Prairie Rattlesnake
Air Date: Week of January 10, 2014
The Prairie Rattlesnake has a black tongue (photo: Mark Seth Lender)
A few months ago writer Mark Seth Lender met his first Prairie Rattlesnake up close and personal, and found the snake fascinating, and though venomous, not a threat.
Transcript
CURWOOD: For many people, snakes provoke shudders and an urge to run the other way, especially if the one you encounter is venomous, like the Prairie Rattlesnake. But deadly or not, this rattlesnake is typically not aggressive and would rather just slither away when it encounters humans. A few months age writer Mark Seth Lender met his first prairie rattler in Grasslands National Park and found the creature strangely engaging.
LENDER: Prairie Rattlesnake lying in the road, down in the dust, warming her bones. I lie down just across the way to look her in the eye. She stares right back, and only raises her head when I shimmy up - too close! - and only coils (and then not all the way) when with too much haste I try to hurry her on, before the next car comes.
She shows me her rattle, without one tick, and sticks out her tongue from the jet black tip to the velvety purple top to taste the curious scent of me. Better if that’s where the story ends…
Rattlesnake bites you? You’re gonna lie right down and dance. Shake and roll all over the place.

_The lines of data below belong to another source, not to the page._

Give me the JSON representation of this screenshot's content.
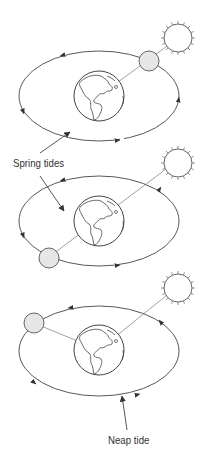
{
  "labels": {
    "spring": "Spring tides",
    "neap": "Neap tide"
  },
  "colors": {
    "line": "#444444",
    "moon_fill": "#e6e6e6",
    "background": "#ffffff"
  },
  "panels": [
    {
      "name": "spring-tide-new-moon",
      "moon_position": "between earth and sun"
    },
    {
      "name": "spring-tide-full-moon",
      "moon_position": "opposite the sun"
    },
    {
      "name": "neap-tide-quarter-moon",
      "moon_position": "at right angle to the sun"
    }
  ]
}
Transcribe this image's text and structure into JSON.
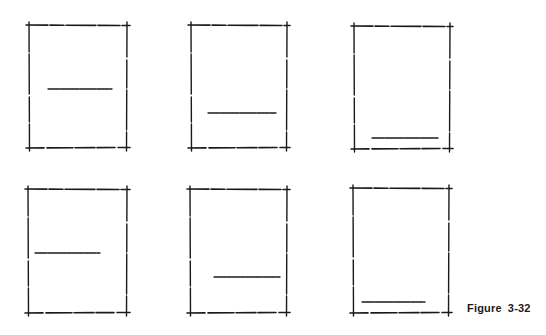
{
  "figure": {
    "label": "Figure",
    "number": "3-32",
    "stroke_color": "#1a1a1a",
    "background": "#ffffff"
  },
  "frames": [
    {
      "id": "frame-1",
      "row": 1,
      "col": 1,
      "x1": 29,
      "y1": 25,
      "x2": 127,
      "y2": 148,
      "line": {
        "x1": 48,
        "x2": 112,
        "y": 89
      },
      "line_position": "middle-center"
    },
    {
      "id": "frame-2",
      "row": 1,
      "col": 2,
      "x1": 191,
      "y1": 25,
      "x2": 287,
      "y2": 148,
      "line": {
        "x1": 208,
        "x2": 276,
        "y": 113
      },
      "line_position": "lower-center"
    },
    {
      "id": "frame-3",
      "row": 1,
      "col": 3,
      "x1": 354,
      "y1": 26,
      "x2": 450,
      "y2": 149,
      "line": {
        "x1": 372,
        "x2": 438,
        "y": 138
      },
      "line_position": "bottom-center"
    },
    {
      "id": "frame-4",
      "row": 2,
      "col": 1,
      "x1": 28,
      "y1": 189,
      "x2": 127,
      "y2": 313,
      "line": {
        "x1": 35,
        "x2": 100,
        "y": 253
      },
      "line_position": "middle-left"
    },
    {
      "id": "frame-5",
      "row": 2,
      "col": 2,
      "x1": 190,
      "y1": 189,
      "x2": 287,
      "y2": 313,
      "line": {
        "x1": 214,
        "x2": 280,
        "y": 277
      },
      "line_position": "lower-right"
    },
    {
      "id": "frame-6",
      "row": 2,
      "col": 3,
      "x1": 353,
      "y1": 188,
      "x2": 449,
      "y2": 313,
      "line": {
        "x1": 362,
        "x2": 425,
        "y": 302
      },
      "line_position": "bottom-left"
    }
  ]
}
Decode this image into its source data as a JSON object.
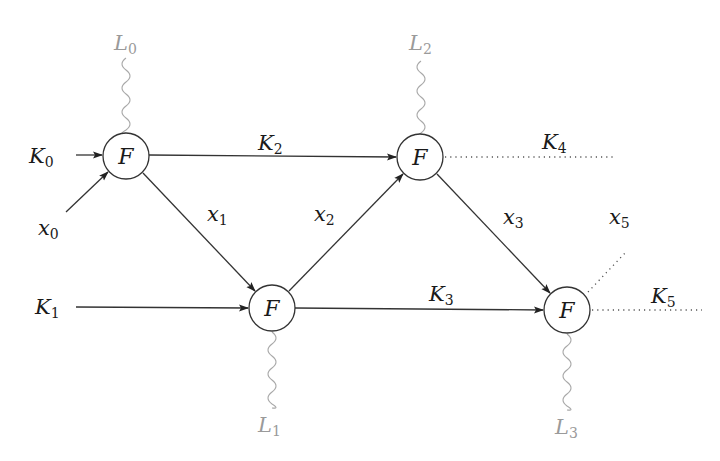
{
  "diagram": {
    "type": "feistel-like key/state network",
    "nodes": [
      {
        "id": "n0",
        "label": "F",
        "cx": 126,
        "cy": 156
      },
      {
        "id": "n1",
        "label": "F",
        "cx": 272,
        "cy": 308
      },
      {
        "id": "n2",
        "label": "F",
        "cx": 420,
        "cy": 157
      },
      {
        "id": "n3",
        "label": "F",
        "cx": 567,
        "cy": 310
      }
    ],
    "labels": {
      "K0": {
        "base": "K",
        "sub": "0"
      },
      "K1": {
        "base": "K",
        "sub": "1"
      },
      "K2": {
        "base": "K",
        "sub": "2"
      },
      "K3": {
        "base": "K",
        "sub": "3"
      },
      "K4": {
        "base": "K",
        "sub": "4"
      },
      "K5": {
        "base": "K",
        "sub": "5"
      },
      "x0": {
        "base": "x",
        "sub": "0"
      },
      "x1": {
        "base": "x",
        "sub": "1"
      },
      "x2": {
        "base": "x",
        "sub": "2"
      },
      "x3": {
        "base": "x",
        "sub": "3"
      },
      "x5": {
        "base": "x",
        "sub": "5"
      },
      "L0": {
        "base": "L",
        "sub": "0"
      },
      "L1": {
        "base": "L",
        "sub": "1"
      },
      "L2": {
        "base": "L",
        "sub": "2"
      },
      "L3": {
        "base": "L",
        "sub": "3"
      }
    },
    "edges": [
      {
        "from": "K0",
        "to": "n0",
        "style": "arrow"
      },
      {
        "from": "x0",
        "to": "n0",
        "style": "arrow"
      },
      {
        "from": "n0",
        "to": "n2",
        "label": "K2",
        "style": "arrow"
      },
      {
        "from": "n0",
        "to": "n1",
        "label": "x1",
        "style": "arrow"
      },
      {
        "from": "K1",
        "to": "n1",
        "style": "arrow"
      },
      {
        "from": "n1",
        "to": "n2",
        "label": "x2",
        "style": "arrow"
      },
      {
        "from": "n1",
        "to": "n3",
        "label": "K3",
        "style": "arrow"
      },
      {
        "from": "n2",
        "to": "n3",
        "label": "x3",
        "style": "arrow"
      },
      {
        "from": "n2",
        "to": "out",
        "label": "K4",
        "style": "dotted"
      },
      {
        "from": "n3",
        "to": "out",
        "label": "x5",
        "style": "dotted"
      },
      {
        "from": "n3",
        "to": "out",
        "label": "K5",
        "style": "dotted"
      },
      {
        "from": "n0",
        "to": "L0",
        "style": "wavy"
      },
      {
        "from": "n1",
        "to": "L1",
        "style": "wavy"
      },
      {
        "from": "n2",
        "to": "L2",
        "style": "wavy"
      },
      {
        "from": "n3",
        "to": "L3",
        "style": "wavy"
      }
    ],
    "colors": {
      "stroke": "#333333",
      "leak_label": "#9a9a9a",
      "wavy": "#a8a8a8"
    }
  }
}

Dirt in your hair, fear in your face. Ain’t no use yellin’ for help; shoulda put your foot down somewhere else. Shoulda listened, shoulda changed course. Snake rattles? That’s her only voice. Take a hint, take her lead: put your hands in your pockets, hike up your pants, jump on your ride and take yourself back.
Snake just wants to get away from you.
With horror we watch rattlesnake consume her prey. The rabbit, completely still, vanishing with inexorable slowness down and down, the snake undulating with what seems like terrible pleasure. Is that not true of you seated at your overflowing bowl and groaning board? True upon the supermarket shelves and at the corner store?
What of the fungi the rattler crawls through at the dark beginning of her day. The fish in the pool gasping at the surface when the snake swam through to cool her bones in the long heat of the afternoon. Not just the lamb that was the flesh upon your plate but the wine that was the grape, seeds that were ground that you may break bread, the flower that became the saffron in your rice, and the rice, and the aged porcelain with which the potter made the plate; when fire fused the glaze it burned invisible things, uncountable. Even the ant, automaton of genes, of habit, and the chemistry of scent, and down in the weeds also what the ant eats.
All want to keep on living.
Rattlesnake would tell it like this: “On a stone set by itself you may find fresh in the sun my shed skin (rattlesnake growing and prospering). Take it is a sign: Like you I passed this way.”
[PRAIRIE RATTLESNAKE RATTLING]
CURWOOD: Mark Seth Lender recorded this warning from the prairie rattler.
To see some of Mark’s close-ups of a prairie rattlesnake, slink on over to our website, LOE.org.